Friday, 16 Feb 96 Washington, DC
1. NASA: GOLDIN DELIGHTS SCIENTISTS WITH SPEECH AT AAAS MEETING
Four years ago, on the 20th anniversary of Pioneer 10, a new NASA
Administrator, Dan Goldin, used the aging spacecraft as the inspiration for
a "new NASA--one that does things better, faster and cheaper." The graying
astronomers gathered at the Air and Space Museum broke into applause, but
few thought Goldin would survive to make the changes he called for. He was
cheered again last week at the AAAS meeting in Baltimore: "We had this
organic shuttle program--now I don't want to be demeaning to the people that
worked on the shuttle, but the shuttle has suppressed a lot of science we
could be doing....We haven't landed on a planet in 20 years, because we've
been so excited about the service support contract on the shuttle that we
haven't been doing science. We spent $10B on the space station and didn't
produce a piece of hardware, but boy did the contractors have fun. It's
shameful. It's stealing from the American public." It was almost his only
reference to the space station. He declared the primary goal of planetary
exploration to be the search for present or past life forms on other
planets, and the search will begin with robots.
2. NSF: FOUR WEEKS OF SHUTDOWN LEAVES HUGE BACKLOG OF PROPOSALS.
Nearly 3000 proposals were in the queue, according to Neal Lane, who also
spoke to the AAAS. "Many continuing grants ran out of funds, and there are
likely to be funding gaps for some renewals and substantial delays in
funding new awards. Some new programs will be delayed by six months to a
year or canceled," Lane said. He also acknowledged that "the avalanche of
communication to House and Senate members" from individual scientists
following his "stony silence" speech to the astronomers (
WN 19 Jan 96) was
"unquestionably effective." He went on to urge scientists to play a civic
role in bringing the message of science to our citizenry.
3. NSF DIVISION OF PHYSICS SETS TARGET DATES FOR FY 97 PROPOSALS.
To help clear away the backlog, the Physics Division will use target dates
for submission. Access http://www.nsf.gov/ for info.
4. OAM: THERE WERE SOME VERY STRANGE TALKS AT THE AAAS MEETING.
One of the strangest was by Wayne Jonas, director of the Office of
Alternative Medicine at NIH. Speaking in a session on Life Long Health:
Beyond the Medical Model, Jonas explained that OAM is examining therapies
that are not based on the Western model of medicine. In the hall
afterwards, he was asked if OAM had found ANY alternative techniques that
did NOT look promising. Jonas was unable to name even one. In a related
session, one speaker described experiments showing enhanced growth of plants
that are prayed for. I recall experiments 25-30 years ago in which growth
rate was used to rank the efficacy of different prayers. Alas, this
promising line of research fell out of favor after a group appealing to
satanic forces observed still faster growth.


§ Assigned task
Every line with the string "interactable" in it belongs in your answer, so copy them all from the data.

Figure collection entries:

· · · · ·

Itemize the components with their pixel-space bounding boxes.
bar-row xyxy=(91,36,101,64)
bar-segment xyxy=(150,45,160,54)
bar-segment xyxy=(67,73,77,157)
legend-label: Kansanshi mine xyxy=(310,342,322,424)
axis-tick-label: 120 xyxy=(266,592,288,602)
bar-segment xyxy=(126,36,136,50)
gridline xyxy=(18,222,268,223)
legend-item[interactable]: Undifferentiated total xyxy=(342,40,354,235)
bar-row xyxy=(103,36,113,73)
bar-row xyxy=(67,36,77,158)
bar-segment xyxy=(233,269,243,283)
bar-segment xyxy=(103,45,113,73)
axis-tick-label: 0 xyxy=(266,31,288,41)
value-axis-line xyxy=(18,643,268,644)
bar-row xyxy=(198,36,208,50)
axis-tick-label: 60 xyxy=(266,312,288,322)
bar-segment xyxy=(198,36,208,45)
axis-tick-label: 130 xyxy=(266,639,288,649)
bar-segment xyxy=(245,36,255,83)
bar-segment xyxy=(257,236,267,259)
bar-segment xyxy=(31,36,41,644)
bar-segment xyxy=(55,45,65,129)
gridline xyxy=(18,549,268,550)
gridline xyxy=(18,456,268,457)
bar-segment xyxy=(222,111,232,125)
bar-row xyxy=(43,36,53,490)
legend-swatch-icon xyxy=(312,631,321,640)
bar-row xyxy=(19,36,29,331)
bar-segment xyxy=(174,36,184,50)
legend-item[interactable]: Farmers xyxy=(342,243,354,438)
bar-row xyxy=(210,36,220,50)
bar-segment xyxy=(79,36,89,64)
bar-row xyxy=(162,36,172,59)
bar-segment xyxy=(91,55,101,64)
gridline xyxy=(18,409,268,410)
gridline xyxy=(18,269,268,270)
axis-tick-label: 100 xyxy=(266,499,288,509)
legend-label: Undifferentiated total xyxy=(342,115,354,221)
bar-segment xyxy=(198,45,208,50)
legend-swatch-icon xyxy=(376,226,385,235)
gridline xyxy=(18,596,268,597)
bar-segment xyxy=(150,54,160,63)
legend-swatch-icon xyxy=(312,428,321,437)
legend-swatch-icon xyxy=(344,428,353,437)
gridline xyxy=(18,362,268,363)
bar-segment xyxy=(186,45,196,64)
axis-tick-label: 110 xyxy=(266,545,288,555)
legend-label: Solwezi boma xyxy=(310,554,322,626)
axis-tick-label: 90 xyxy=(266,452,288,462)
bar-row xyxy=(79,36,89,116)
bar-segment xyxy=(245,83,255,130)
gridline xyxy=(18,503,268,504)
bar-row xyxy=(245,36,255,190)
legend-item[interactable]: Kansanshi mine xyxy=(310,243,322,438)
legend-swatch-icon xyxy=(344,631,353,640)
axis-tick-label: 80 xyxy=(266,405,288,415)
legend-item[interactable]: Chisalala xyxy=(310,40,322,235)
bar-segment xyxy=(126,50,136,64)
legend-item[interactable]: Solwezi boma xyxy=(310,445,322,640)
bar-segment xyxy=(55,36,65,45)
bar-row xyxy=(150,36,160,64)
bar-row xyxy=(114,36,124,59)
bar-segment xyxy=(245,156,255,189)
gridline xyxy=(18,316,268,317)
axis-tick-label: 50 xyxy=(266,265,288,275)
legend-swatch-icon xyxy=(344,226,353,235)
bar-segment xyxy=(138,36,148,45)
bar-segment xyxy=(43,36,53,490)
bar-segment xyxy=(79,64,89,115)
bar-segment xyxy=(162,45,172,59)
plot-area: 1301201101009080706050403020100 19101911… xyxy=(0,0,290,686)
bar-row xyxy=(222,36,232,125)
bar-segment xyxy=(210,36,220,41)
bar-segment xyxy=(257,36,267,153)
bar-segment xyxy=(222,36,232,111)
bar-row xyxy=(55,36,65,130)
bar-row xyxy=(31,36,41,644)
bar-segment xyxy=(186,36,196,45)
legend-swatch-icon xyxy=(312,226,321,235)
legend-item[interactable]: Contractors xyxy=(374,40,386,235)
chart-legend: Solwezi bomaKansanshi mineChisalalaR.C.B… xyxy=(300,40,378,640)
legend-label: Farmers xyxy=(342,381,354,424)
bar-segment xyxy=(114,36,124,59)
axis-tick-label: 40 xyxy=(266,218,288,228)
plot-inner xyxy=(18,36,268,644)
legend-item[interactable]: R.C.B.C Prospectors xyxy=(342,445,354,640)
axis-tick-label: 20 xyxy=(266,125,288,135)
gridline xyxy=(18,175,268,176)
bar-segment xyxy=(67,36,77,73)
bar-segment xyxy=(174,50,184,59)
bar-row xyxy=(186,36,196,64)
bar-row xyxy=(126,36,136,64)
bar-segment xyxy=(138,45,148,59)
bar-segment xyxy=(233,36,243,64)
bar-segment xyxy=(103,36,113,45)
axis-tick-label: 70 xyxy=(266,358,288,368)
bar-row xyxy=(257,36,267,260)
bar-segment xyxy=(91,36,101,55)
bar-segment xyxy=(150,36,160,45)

· · · · ·

§ Answer
legend-item[interactable]: Undifferentiated total xyxy=(342,40,354,235)
legend-item[interactable]: Farmers xyxy=(342,243,354,438)
legend-item[interactable]: Kansanshi mine xyxy=(310,243,322,438)
legend-item[interactable]: Chisalala xyxy=(310,40,322,235)
legend-item[interactable]: Solwezi boma xyxy=(310,445,322,640)
legend-item[interactable]: Contractors xyxy=(374,40,386,235)
legend-item[interactable]: R.C.B.C Prospectors xyxy=(342,445,354,640)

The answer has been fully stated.